The Missing Key

Chapter 43 · ~3.1k words

Twelve thousand, four hundred and fifty dollars. The number was a branding iron, scarring the same pattern into two generations of Vance women. I clutched the yellowed Cayman receipt in the stifling attic air, realizing that Mark hadn't just discovered a loophole; he’d inherited a dynasty of deceit. My father had bought Bella’s silence in 1999, and now Bella was using that same price tag to buy my husband.

My phone vibrated against my thigh, the sharp buzz making me jump so hard I knocked over a stack of blueprints. The screen lit up with a secure, encrypted caller ID.

"Leo?" I whispered, pressing the phone to my ear as I descended the narrow attic stairs.

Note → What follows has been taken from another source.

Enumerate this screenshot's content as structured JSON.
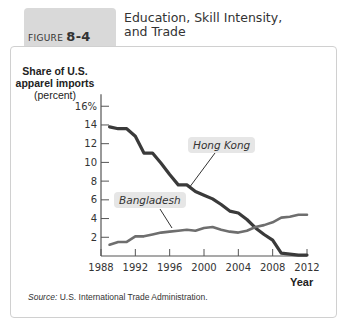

"Mom, I'm in," Leo said, his voice coming through in a jagged, breathless rush. "I bypassed the management profile on the MacBook. I'm mirrored into Dad’s primary Outlook account—the one he uses for 'Special Projects'."

I reached the bottom of the stairs and leaned against the cool cinderblock wall of the garage. "What did you find?"

"There’s a hidden sub-folder," Leo said. I could hear the frantic clacking of his keys in the background. "It’s labeled 'The Exit.' It’s not just bank info, Mom. It’s logistics. He’s been coordinating with Greg for months. Car rentals in San José, a lease agreement for a villa in Santa Teresa under the name 'Mark Thorne'."

I closed my eyes, the image of that fertility clinic receipt flashing in my mind. They were already living the lie.

"There's more," Leo continued, his voice dropping to a terrified whisper. "I found the e-tickets. He didn't book them through the company travel portal. He used a private charter service. Three passengers: Mark, Bella, and Mia."

"What about you, Leo?"

"I’m not on the manifest, Mom." A shaky breath hitched in his throat. "He’s leaving me at the dorm. He’s taking Mia because she’s young enough to... to forget, I guess. To believe whatever story they tell her."

The coldness in my chest solidified into a diamond-hard resolve. He wasn't just stealing my money; he was selective-breeding my family, discarding the son who was too smart to be fooled and the wife who was too encumbered by the truth.

"When is the flight, Leo? I need the exact time."

"That’s the part that doesn't make sense," Leo said. "The charter is confirmed for Saturday morning. 4:00 AM. But the departure logistics are tied to an internal trigger."

"What trigger?"

"I'm looking at a calendar invite he sent to himself. It’s just a block of time, but the note says: *'Immediate departure following verification of Section 802.'*"

I knew Section 802. It wasn't a legal code or a travel regulation. It was the internal filing designation for the company's year-end compliance certification. The final seal of approval from the external auditors.

"He's waiting for Sarah Chen to sign off on the books," I realized, the blood draining from my face. "He needs her to certify that the accounts are balanced so the bank doesn't flag the transfers until they’re already over the Atlantic."

"Exactly," Leo said. "And Mom... I checked the schedule Sarah sent you."

The flight is booked for the day after the company's annual audit.